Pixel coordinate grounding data
-- Opening Marker --
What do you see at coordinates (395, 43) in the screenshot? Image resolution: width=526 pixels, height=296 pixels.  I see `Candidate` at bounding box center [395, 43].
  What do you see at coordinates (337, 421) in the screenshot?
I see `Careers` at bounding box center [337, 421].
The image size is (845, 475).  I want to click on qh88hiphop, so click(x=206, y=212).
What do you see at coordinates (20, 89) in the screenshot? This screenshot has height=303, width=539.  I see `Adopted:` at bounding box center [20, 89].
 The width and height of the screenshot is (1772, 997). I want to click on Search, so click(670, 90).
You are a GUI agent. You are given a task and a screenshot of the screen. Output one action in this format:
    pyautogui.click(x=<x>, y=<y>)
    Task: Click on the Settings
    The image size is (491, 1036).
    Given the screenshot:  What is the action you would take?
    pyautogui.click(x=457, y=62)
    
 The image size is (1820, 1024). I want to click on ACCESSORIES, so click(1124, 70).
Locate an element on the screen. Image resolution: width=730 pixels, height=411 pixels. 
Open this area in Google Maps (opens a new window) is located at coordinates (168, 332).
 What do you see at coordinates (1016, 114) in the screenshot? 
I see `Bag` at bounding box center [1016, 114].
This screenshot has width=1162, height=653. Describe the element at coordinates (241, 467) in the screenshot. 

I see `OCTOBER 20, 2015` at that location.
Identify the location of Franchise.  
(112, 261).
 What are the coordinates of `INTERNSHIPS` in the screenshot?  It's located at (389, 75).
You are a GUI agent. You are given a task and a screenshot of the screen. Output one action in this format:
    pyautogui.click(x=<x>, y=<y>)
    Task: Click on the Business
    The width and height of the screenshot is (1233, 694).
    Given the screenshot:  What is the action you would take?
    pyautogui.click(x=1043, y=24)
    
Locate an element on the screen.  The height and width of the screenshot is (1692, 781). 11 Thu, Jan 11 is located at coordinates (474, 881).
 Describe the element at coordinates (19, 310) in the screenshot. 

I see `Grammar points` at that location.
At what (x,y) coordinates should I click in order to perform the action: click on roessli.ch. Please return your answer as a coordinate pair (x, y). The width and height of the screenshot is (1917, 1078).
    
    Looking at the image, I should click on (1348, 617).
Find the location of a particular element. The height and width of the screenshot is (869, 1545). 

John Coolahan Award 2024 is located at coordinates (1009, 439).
-- Closing Marker --
Work item: What is needed is an exact copy of every entry.

Result of the task:
What do you see at coordinates (395, 43) in the screenshot? Image resolution: width=526 pixels, height=296 pixels.  I see `Candidate` at bounding box center [395, 43].
  What do you see at coordinates (337, 421) in the screenshot?
I see `Careers` at bounding box center [337, 421].
The image size is (845, 475).  I want to click on qh88hiphop, so click(x=206, y=212).
What do you see at coordinates (20, 89) in the screenshot? This screenshot has height=303, width=539.  I see `Adopted:` at bounding box center [20, 89].
 The width and height of the screenshot is (1772, 997). I want to click on Search, so click(670, 90).
You are a GUI agent. You are given a task and a screenshot of the screen. Output one action in this format:
    pyautogui.click(x=<x>, y=<y>)
    Task: Click on the Settings
    The image size is (491, 1036).
    Given the screenshot:  What is the action you would take?
    pyautogui.click(x=457, y=62)
    
 The image size is (1820, 1024). I want to click on ACCESSORIES, so click(1124, 70).
Locate an element on the screen. Image resolution: width=730 pixels, height=411 pixels. 
Open this area in Google Maps (opens a new window) is located at coordinates (168, 332).
 What do you see at coordinates (1016, 114) in the screenshot? 
I see `Bag` at bounding box center [1016, 114].
This screenshot has width=1162, height=653. Describe the element at coordinates (241, 467) in the screenshot. 

I see `OCTOBER 20, 2015` at that location.
Identify the location of Franchise.  
(112, 261).
 What are the coordinates of `INTERNSHIPS` in the screenshot?  It's located at (389, 75).
You are a GUI agent. You are given a task and a screenshot of the screen. Output one action in this format:
    pyautogui.click(x=<x>, y=<y>)
    Task: Click on the Business
    The width and height of the screenshot is (1233, 694).
    Given the screenshot:  What is the action you would take?
    pyautogui.click(x=1043, y=24)
    
Locate an element on the screen.  The height and width of the screenshot is (1692, 781). 11 Thu, Jan 11 is located at coordinates (474, 881).
 Describe the element at coordinates (19, 310) in the screenshot. 

I see `Grammar points` at that location.
At what (x,y) coordinates should I click in order to perform the action: click on roessli.ch. Please return your answer as a coordinate pair (x, y). The width and height of the screenshot is (1917, 1078).
    
    Looking at the image, I should click on (1348, 617).
Find the location of a particular element. The height and width of the screenshot is (869, 1545). 

John Coolahan Award 2024 is located at coordinates (1009, 439).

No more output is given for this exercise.